The Melbourne Symphony Orchestra has announced the premiere of Francisco Coll’s Piano Concerto for Kirill Gerstein, conducted by Jaime Martín, in May 2025.
The work, which will last around twenty minutes, was commissioned by Symphonieorchester des Bayerischen Rundfunks, Boston Symphony Orchestra, Orquestra Sinfônica do Estado de São Paulo, Orquesta Sinfónica de Castilla y León and Melbourne Symphony Orchestra. It will receive its world premiere from Simon Rattle and the BRSO on 26 March and its Spanish premiere in Valladolid with the Orquesta Sinfónica de Castilla y León – where Coll is Artistic Partner – in April.
The work complements two existing compositions for piano and orchestra in Coll’s catalogue: the Piano Concertino (2012) – written for Nicolas Hodges and subsequently performed by Thomas Adès and the CBSO – and Ciudad sin sueño (2023) – a 20-minute fantasia for piano and orchestra premiered by Javier Perianes and Gustavo Gimeno in February 2024 in London and Toronto, loosely inspired by Manuel de Falla’s Nights in the Gardens of Spain.
In December 2024 Gerstein premiered Coll’s Two Waltzes Toward Civilization – a 10-minute work inspired by Lorca’s Poet in New York - at Chamber Music in Napa Valley before outings at Severance Hall, Carnegie Hall and the Salle Bourgie, Musée des Beaux-Arts de Montréal – a tour lauded by critics.
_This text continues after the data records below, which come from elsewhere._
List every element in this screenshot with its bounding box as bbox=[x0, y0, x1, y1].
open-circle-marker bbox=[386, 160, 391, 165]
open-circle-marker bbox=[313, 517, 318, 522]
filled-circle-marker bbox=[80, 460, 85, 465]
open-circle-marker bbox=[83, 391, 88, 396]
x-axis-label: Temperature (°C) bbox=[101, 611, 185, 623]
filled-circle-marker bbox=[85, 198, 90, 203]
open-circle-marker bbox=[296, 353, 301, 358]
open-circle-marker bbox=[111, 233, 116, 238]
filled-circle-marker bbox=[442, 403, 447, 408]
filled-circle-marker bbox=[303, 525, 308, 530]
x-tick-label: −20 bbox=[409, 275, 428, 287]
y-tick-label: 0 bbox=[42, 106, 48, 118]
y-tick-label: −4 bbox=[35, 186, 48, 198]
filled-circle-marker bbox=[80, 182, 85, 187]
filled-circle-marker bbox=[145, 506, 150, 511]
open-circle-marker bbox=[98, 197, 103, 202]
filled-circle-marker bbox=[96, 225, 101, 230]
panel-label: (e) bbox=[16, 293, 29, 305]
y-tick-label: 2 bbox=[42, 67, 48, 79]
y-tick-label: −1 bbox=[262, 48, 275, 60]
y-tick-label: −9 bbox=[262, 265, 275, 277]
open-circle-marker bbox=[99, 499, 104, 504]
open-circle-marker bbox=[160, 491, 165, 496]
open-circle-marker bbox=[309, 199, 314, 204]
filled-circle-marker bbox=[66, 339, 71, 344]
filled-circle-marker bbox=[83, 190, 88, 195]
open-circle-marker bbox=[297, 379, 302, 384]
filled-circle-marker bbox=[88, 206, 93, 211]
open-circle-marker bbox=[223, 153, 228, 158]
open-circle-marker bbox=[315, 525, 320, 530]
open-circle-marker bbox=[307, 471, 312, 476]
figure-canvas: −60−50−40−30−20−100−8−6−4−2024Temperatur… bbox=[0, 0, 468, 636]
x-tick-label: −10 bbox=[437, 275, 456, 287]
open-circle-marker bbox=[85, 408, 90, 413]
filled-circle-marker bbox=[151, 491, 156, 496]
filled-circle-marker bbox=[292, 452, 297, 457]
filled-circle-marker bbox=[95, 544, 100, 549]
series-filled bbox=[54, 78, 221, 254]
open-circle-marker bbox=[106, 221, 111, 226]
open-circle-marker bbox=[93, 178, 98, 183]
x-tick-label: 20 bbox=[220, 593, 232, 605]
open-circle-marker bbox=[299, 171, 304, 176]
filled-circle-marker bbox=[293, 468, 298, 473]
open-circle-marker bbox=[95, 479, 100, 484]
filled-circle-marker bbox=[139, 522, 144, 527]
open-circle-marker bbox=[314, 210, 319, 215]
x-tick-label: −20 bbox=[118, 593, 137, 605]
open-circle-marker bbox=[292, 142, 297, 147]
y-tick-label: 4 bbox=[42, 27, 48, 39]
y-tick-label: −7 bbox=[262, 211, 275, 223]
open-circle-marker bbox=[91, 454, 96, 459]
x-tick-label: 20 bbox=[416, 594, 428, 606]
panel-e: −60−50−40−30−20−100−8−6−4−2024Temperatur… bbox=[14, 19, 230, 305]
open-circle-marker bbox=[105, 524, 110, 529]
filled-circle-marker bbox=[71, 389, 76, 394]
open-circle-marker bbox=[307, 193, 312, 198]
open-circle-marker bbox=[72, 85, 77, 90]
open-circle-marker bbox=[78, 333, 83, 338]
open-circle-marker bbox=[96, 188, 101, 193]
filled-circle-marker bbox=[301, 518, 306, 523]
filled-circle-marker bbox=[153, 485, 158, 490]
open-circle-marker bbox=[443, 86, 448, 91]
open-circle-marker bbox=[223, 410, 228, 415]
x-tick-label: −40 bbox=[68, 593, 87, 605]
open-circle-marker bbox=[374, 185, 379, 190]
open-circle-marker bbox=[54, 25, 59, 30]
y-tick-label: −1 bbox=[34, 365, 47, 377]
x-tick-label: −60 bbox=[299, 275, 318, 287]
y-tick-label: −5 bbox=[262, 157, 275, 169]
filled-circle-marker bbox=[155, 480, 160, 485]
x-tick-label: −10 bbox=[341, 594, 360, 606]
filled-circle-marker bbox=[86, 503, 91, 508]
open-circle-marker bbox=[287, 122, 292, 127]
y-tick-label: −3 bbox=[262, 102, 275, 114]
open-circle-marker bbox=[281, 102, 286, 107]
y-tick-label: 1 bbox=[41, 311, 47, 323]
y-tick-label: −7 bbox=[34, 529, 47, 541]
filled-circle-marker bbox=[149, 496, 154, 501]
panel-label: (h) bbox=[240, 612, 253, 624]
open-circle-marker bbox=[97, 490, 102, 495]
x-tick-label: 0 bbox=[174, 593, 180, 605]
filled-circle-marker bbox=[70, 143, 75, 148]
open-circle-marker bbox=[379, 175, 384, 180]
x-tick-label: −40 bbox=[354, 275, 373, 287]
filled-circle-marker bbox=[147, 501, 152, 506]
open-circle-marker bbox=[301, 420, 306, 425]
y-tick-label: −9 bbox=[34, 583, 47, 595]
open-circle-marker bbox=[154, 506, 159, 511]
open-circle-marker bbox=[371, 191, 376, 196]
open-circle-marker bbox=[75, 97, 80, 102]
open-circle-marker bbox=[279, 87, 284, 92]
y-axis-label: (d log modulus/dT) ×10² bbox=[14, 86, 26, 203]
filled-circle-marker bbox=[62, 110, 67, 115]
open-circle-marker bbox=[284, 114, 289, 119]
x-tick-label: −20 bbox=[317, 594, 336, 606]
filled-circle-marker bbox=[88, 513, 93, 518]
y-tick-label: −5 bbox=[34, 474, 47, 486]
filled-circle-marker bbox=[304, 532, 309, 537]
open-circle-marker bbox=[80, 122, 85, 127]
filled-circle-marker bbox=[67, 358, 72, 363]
In spring 2025 Gerstein gave European premieres of the work at Saffron Hall, Teatro Petruzzelli (Bari), Don Bosco (Basel), the Musikverein, the Fundação Calouste Gulbenkian, and the Boulez Saal. Just as Lorca’s verse teeters on the point of crisis, Coll’s dramatic, colourful music of extremes exists on a knife edge.
Coll’s music made a major Australian debut in In September and October 2025, as Trio Isimsiz gave the Australian debut of the Piano Trio (2021) as part of a nationwide Musica Viva tour. A four-movement work of brilliant – but barbed – invention, it takes in everything from allusions to Strauss’ Die schweigsame Frau to a Larghetto ‘imbued by melodic features from the flamenco’, and a ‘hallucinated fugue’ as well as fragments of tango. The trio recorded the 17-minute work in 2023 – it was praised by The Strad as “teeming with rhythmic detail” and “seismic dynamic shifts”.
Limelight was similarly enthused about the work’s Australian premiere: “it takes the classical piano trio by the scruff of the neck and forges a tessellated language which deconstructs as it builds…concise rhythmic, harmonic, melodic and textural gestures contribute to a cohesive language which seem…to have emerged perfectly naturally.”